When we observe young gifted children, we discover that religious ideas and needs originate in them whenever they develop to a mental level past "twelve years mental age." Thus they show these needs when they are but eight or nine years old, or earlier. The higher the IQ the earlier does the pressing need for an explanation of the universe occur, the sooner does the demand for a concept of the origin and destiny of the self appear.

In the cases of children who test above 180 IQ observed by the present writer, definite demand for a systematic philosophy of life and death developed when they were but six or seven years old. Similar phenomena appear in the childhood histories of eminent persons where data of childhood are available. Goethe, for example, at the age of nine constructed an altar and devised a religion of his own, in which God could be worshiped without the help of priests.

Much could be said of the special problems of the young gifted child in this period of immaturity when his intellectual needs are those of an adolescent while his emotional control and physical powers are still but those of a child. It would be of great interest to study the reactions of older persons to the insistent questions and searchings of these young children. "You are too young to understand." "You can't know all that till you grow older." "You unnatural child!" These are responses that have been heard incidentally, falling from the lips of undiscerning parents. A girl of eight years, of IQ 150, recently was heard to express a determination to join the "Agnostic Church," because she had asked, "What is it called when you can't make up your mind whether there is a God or not?" and had been told that this would be agnosticism.

Part and parcel of these questionings concerning origin and destiny are those concerning birth and reproduction. At a "tender" age these children ask for an account of sex and reproduction and suffer much at the hands of parents and guardians who are shocked at what thus emanates from the mouths of babes. Lifelong problems of mental hygiene may be thus engendered by parents who cannot understand why a child should be "so unnatural" as to weep over questions of birth and death at six or seven years of age.

In the same way problems of right and wrong become troublesome for these young children in a way that does not happen except for the very able. For instance, a six-year-old boy of IQ 187 wept bitterly after reading "how the North taxed the South after the Civil War." The problem of evil in the abstract thus comes to trouble these children almost in their cradles, at an age when they are ill-suited to grapple with it from the point of view of emotional maturity. Special problems of mental hygiene are perhaps inherent in this situation which do not arise with the generality of children.

GENERAL CONSIDERATIONS

The list of problems that we have suggested here does not by any means exhaust the subject under discussion. However, the present writer believes that these are some of the more important problems of childhood that originate directly from the circumstance of being very highly intelligent among official guardians who are ignorant or careless of the fact. These problems of adjustment do not arise unless a child is gifted intellectually. They are conspicuous to the psychologist who studies children with "test knowledge" of them.

It is especially to be noted that many of these problems are functions of immaturity. To have the intelligence of an adult and the emotions of a child combined in a childish body is to encounter certain difficulties. It follows that (after babyhood) the younger the child, the greater the difficulties, and that adjustment becomes easier with every additional year of age. The years between four and nine are probably the most likely to be beset with the problems mentioned.

The physical differences between a child of six whose IQ is 150 and children of nine years (whose mental age corresponds to his) are unabridgeable, and so are the differences of taste, due to differences in emotional maturity. The child of six graded with nine-year-olds is out of his element physically and socially, but the same thing is not true of a sixteen-year-old among nineteen-year-olds. The difference between six and nine is very great. The difference between sixteen and nineteen is small in terms of biological development.

Moreover, as the bright go forward in school, they find work increasingly adapted to their powers by the automatic developments of the established curriculum. Senior high schools are, we have discovered, adapted only to adolescents of superior intelligence. Classmates become automatically more congenial through being more highly selected. The dull bully, with his crude horseplay, has left school, and in any case the gifted, being older, can defend themselves physically.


» Work task
From the first line of the data below through the line holding "Image is 868x314 pixels.", output each line exactly and leave the pictures out.

[Website and app data records]
════════════════════

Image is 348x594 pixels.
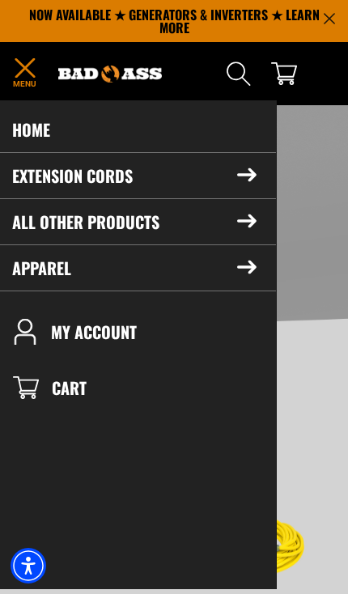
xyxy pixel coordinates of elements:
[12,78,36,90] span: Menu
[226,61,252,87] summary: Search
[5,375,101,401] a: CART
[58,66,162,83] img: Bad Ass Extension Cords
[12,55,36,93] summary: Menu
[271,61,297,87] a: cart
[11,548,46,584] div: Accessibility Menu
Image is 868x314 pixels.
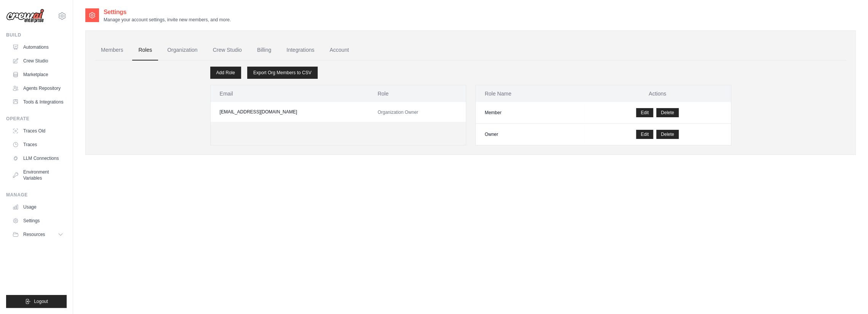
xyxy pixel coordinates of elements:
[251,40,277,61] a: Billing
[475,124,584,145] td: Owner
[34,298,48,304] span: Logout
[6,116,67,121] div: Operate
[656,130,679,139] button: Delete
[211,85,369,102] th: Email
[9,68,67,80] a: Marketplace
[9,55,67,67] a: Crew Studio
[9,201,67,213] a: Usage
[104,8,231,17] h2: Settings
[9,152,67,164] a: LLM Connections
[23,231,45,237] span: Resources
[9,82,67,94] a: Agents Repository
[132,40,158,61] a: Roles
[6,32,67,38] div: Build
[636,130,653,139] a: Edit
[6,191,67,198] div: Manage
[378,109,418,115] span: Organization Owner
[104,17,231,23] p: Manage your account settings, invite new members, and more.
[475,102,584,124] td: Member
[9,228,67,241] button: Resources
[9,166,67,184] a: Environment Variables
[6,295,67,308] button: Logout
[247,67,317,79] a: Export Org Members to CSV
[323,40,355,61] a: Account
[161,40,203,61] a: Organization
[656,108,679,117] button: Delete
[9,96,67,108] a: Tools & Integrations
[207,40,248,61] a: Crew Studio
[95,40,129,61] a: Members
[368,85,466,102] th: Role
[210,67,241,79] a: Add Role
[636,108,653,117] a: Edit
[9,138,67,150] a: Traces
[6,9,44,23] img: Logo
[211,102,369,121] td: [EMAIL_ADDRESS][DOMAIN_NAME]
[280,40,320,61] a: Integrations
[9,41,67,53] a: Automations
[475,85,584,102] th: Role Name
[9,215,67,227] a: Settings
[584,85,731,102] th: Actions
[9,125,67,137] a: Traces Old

════════════════════

» Written answer
Image is 348x594 pixels.
xyxy pixel coordinates of elements:
[12,78,36,90] span: Menu
[226,61,252,87] summary: Search
[5,375,101,401] a: CART
[58,66,162,83] img: Bad Ass Extension Cords
[12,55,36,93] summary: Menu
[271,61,297,87] a: cart
[11,548,46,584] div: Accessibility Menu
Image is 868x314 pixels.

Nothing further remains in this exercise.